What to do — Quote the entries below from the line with "Describe the element" through the line with "Task: Click on the sync-status-icon", both ends included, and only those lines.

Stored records
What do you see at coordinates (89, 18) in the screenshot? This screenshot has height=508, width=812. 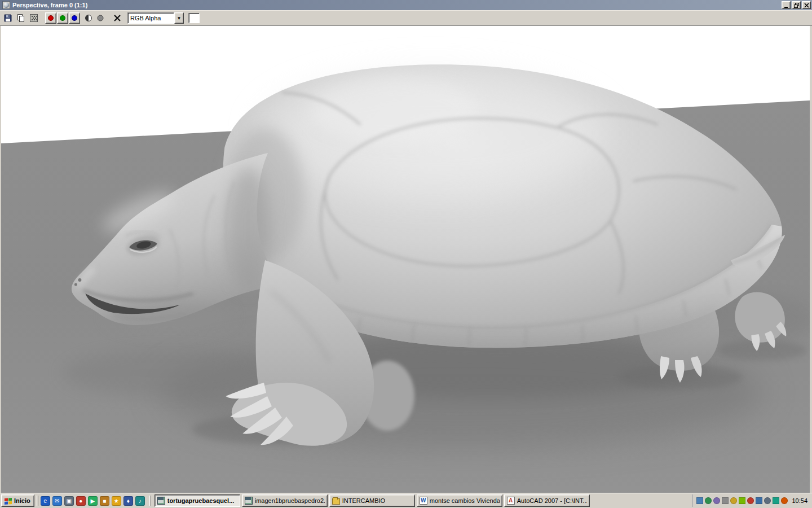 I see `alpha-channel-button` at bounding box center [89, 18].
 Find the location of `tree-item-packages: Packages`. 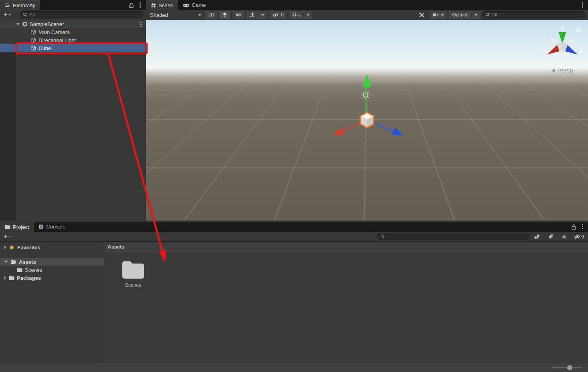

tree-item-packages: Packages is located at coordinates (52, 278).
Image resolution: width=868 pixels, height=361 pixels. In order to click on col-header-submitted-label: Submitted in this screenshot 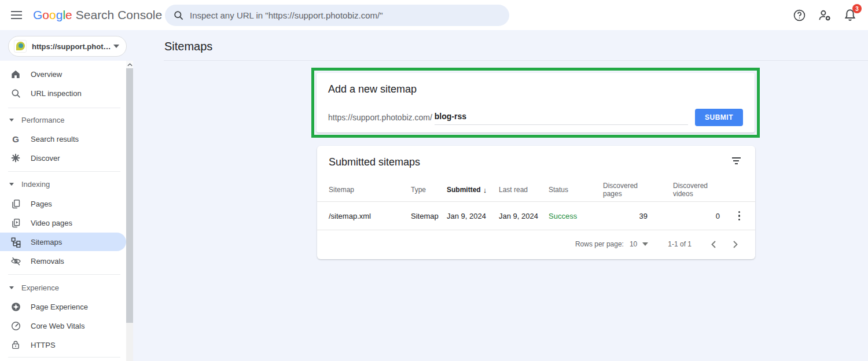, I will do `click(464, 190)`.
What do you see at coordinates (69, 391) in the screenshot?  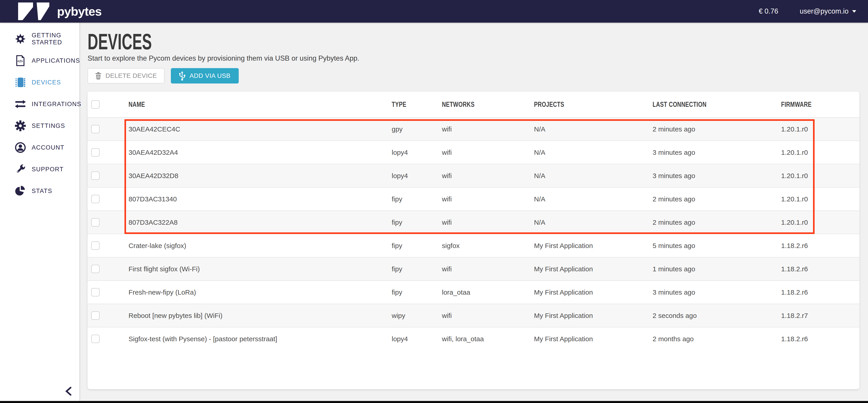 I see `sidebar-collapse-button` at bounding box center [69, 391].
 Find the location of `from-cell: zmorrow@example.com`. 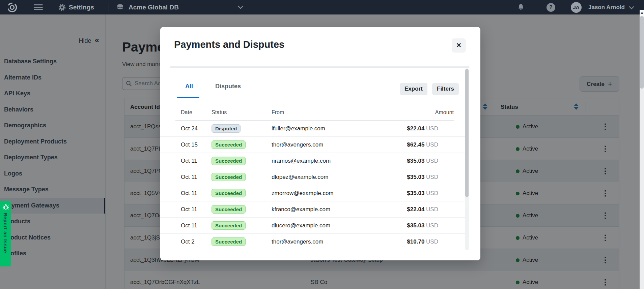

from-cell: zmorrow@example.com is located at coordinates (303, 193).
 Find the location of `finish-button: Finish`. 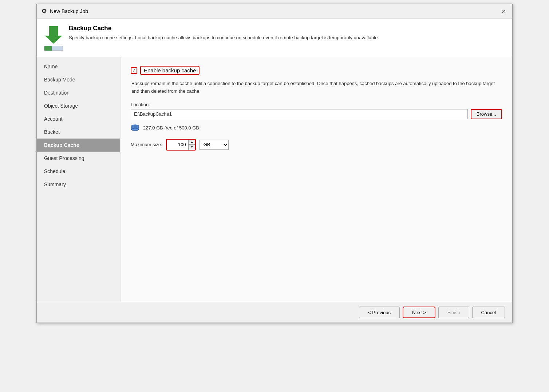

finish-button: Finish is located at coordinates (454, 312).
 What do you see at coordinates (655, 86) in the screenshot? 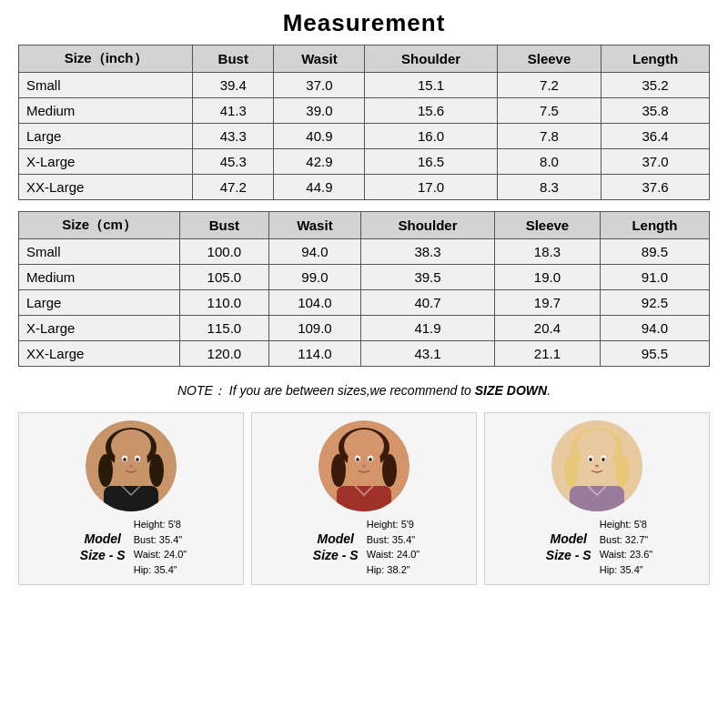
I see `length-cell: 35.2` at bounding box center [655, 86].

--

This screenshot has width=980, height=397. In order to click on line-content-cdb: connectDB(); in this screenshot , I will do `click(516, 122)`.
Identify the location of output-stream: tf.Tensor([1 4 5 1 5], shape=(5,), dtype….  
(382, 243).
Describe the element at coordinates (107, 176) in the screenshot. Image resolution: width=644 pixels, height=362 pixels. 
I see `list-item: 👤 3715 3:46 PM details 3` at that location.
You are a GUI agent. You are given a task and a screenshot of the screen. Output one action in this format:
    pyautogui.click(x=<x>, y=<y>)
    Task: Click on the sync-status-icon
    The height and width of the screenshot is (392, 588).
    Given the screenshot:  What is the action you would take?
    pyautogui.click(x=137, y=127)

---

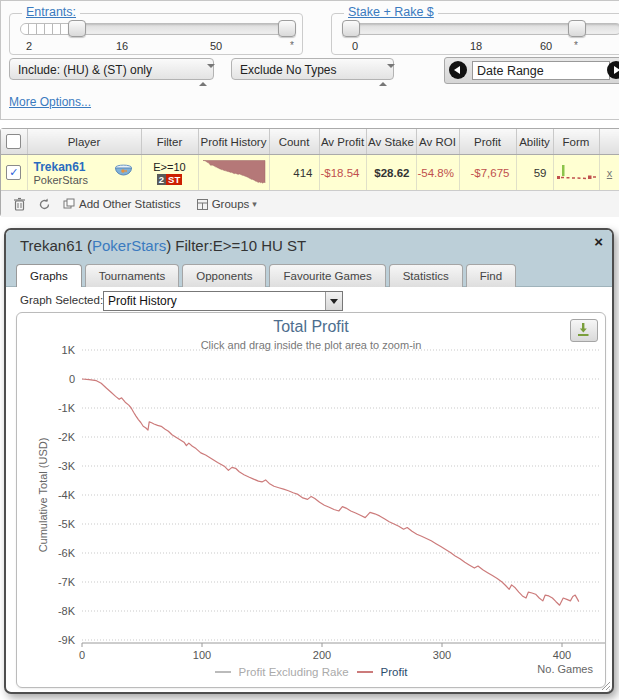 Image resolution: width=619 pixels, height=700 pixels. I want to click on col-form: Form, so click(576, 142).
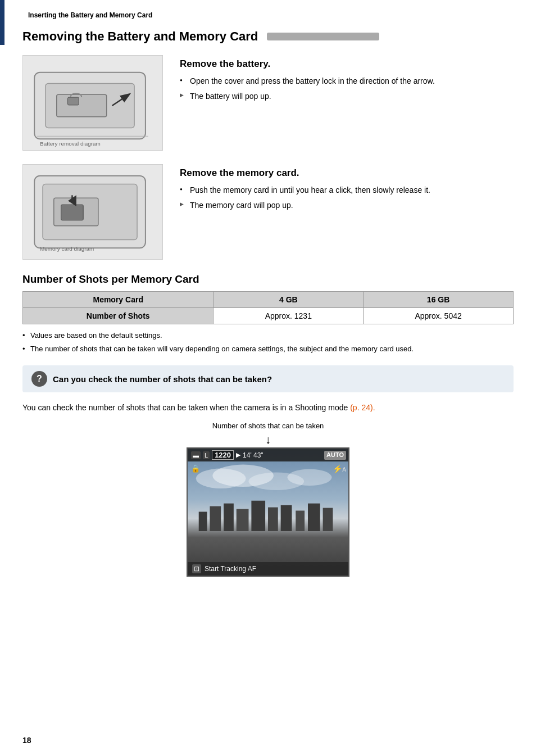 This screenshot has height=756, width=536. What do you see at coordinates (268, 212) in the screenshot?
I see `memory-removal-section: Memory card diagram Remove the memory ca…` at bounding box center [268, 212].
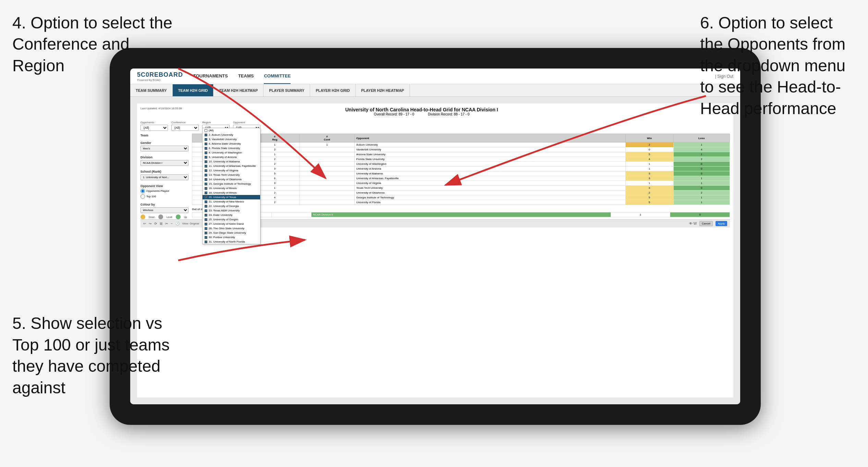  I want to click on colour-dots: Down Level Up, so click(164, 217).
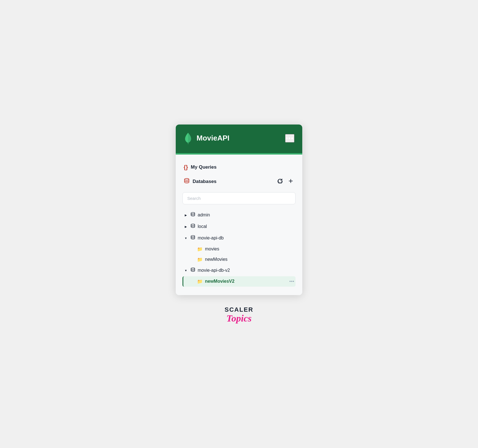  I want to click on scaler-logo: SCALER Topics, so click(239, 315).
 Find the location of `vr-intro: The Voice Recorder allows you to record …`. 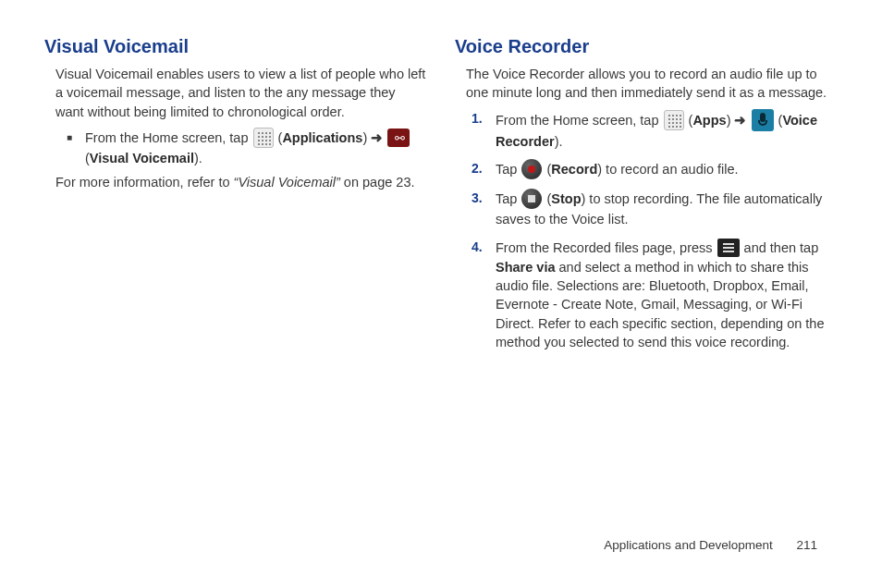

Solution —
Describe the element at coordinates (107, 176) in the screenshot. Image resolution: width=644 pixels, height=362 pixels. 
I see `list-item: 👤 3715 3:46 PM details 3` at that location.
You are a GUI agent. You are given a task and a screenshot of the screen. Output one action in this format:
    pyautogui.click(x=<x>, y=<y>)
    Task: Click on the sync-status-icon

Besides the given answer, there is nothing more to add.